Aggregation in Timeseries using Pandas
Pandas excellence in timeseries!
- Question 1: What is the mean temperature and humidity per hour of the day?
- Question 2: Can we plot the daily variation in temperature per hour of the day?
We've all grown up studying groupy by and aggregations in SQL. Pandas provides excellent functionality for group by and aggregations. However, for time series data, we need a bit of manipulation. In this post, I'll take a small example of weather time series data.
import pandas as pd
import matplotlib.pyplot as plt
plt.style.use('ggplot')
%matplotlib inline
df = pd.read_csv("weather.csv", index_col=0, parse_dates=True).tz_localize("UTC").tz_convert("US/Central")
df.head()
We'll create a new column in the df containing the hour information from the index.

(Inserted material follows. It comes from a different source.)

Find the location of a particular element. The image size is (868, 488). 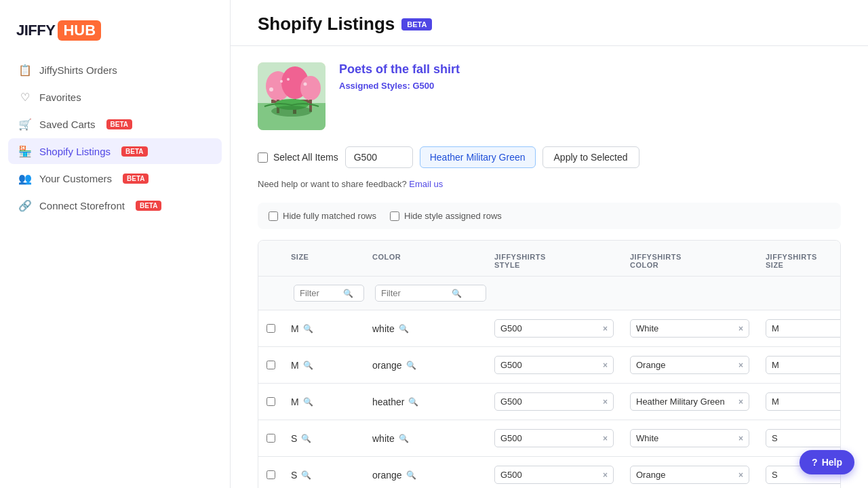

df["hour"] = df.index.hour
df.head()
mean_temp_humidity = df.groupby("hour").mean()
mean_temp_humidity.head()
mean_temp_humidity.plot(subplots=True);
We can use pivoting to achieve the same dataframe.
mean_temp_humidity_pivoting = pd.pivot_table(df, index=["hour"], values=["temperature", "humidity"])
mean_temp_humidity_pivoting.head()
By default the aggregation function used in pivoting is mean.
For this, we want to have a dataframe with hour of day as the index and the different days as the different columns.
df["day"] = df.index.dayofyear
df.head()
daily_temp = pd.pivot_table(df, index=["hour"], columns=["day"], values=["temperature"])
daily_temp.head()
daily_temp.plot(style='k-', alpha=0.3, legend=False)
plt.ylabel("Temp");
So, we can see some pattern up there! Around 15 hours, the temperature usually peaks.
There you go! Some recipes for aggregation and plotting of time series data.